Over the succeeding decade, this claim has been repeated so often that it is widely accepted as fact, even though Norfolk’s methods and approach were demolished earlier this year in an article by Ella Cockbain and Waqas Tufail. Cockbain is an associate professor at University College London who is a leading authority on child sexual exploitation and has first-hand knowledge of many of the cases cited by Norfolk.
Norfolk’s work fed directly into the agenda of the far-right, whereby Muslim grooming gangs acquired a status similar to the historic ‘blood libel’ used against Jews down the centuries. It is promoted, for example, by Stephen Yaxley-Lennon – also known as ‘Tommy Robinson’, who in 2018 was appointed UKIP’s ‘grooming gangs advisor’ – and it was embraced by the man who massacred 51 people in mosque shootings in Christchurch, New Zealand last year.
Norfolk’s reputation as a journalist is already in shreds.

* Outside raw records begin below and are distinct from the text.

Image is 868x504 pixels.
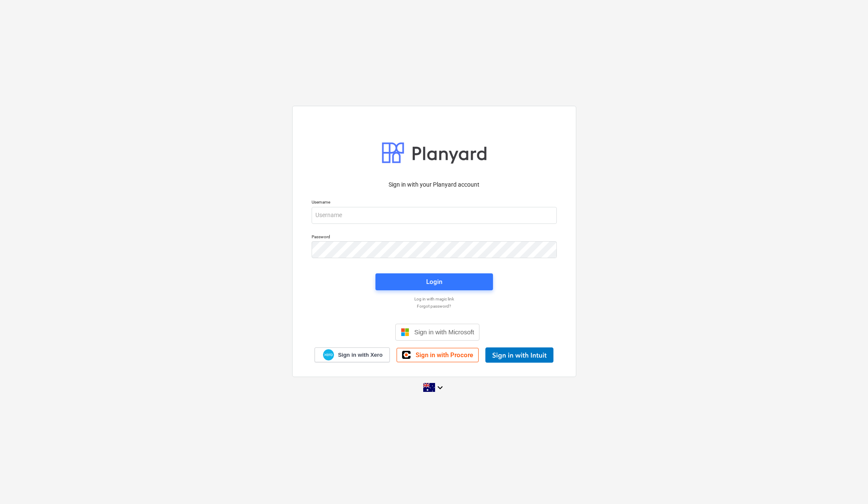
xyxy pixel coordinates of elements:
a: Forgot password? [308,303,561,308]
a: Log in with magic link [308,296,561,302]
span: Sign in with Xero [338,351,382,358]
p: Username [311,199,557,207]
span: Sign in with Procore [415,351,473,358]
p: Sign in with your Planyard account [311,180,557,189]
div: Login [426,276,442,287]
p: Password [311,234,557,241]
a: Sign in with Xero [314,347,389,362]
img: Xero logo [323,349,334,361]
img: Microsoft logo [401,328,409,336]
input: Username [311,207,557,224]
button: Login [375,273,493,290]
a: Sign in with Procore [397,348,479,362]
i: keyboard_arrow_down [435,382,445,392]
span: Sign in with Microsoft [414,328,474,335]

Unmasked revealed the unethical methods he employed, including the omission of inconvenient facts and reliance on obviously dubious sources, in creating three front-page Times stories unjustifiably portraying Muslims as threatening. One was the infamous ‘Christian Child Forced Into Muslim Foster Care’ report, which was subsequently investigated and found to be misleading by the BBC Radio 4 programme The Corrections.
Since then, The Times has been forced to pay damages to two Muslim men wrongly accused of having extreme views in articles carrying Norfolk’s name. And now his biggest and most harmful story has been shown in an official Home Office report to be at best misleading.
Last year we urged The Times to initiate an independent investigation of Norfolk’s methods and it refused. In defending him, it specifically stated in relation to grooming gangs that “overwhelming evidence” existed of “a deeply rooted pattern of criminal behaviour with a clear ethnic component”.
Now that the Home Office has clearly stated that this evidence does not exist, will The Times open its eyes and acknowledge a problem for which there actually is real evidence – the problem of Andrew Norfolk and what appears to be his unethical anti-Muslim agenda?
Andrew Norfolk was approached for comment but did not respond.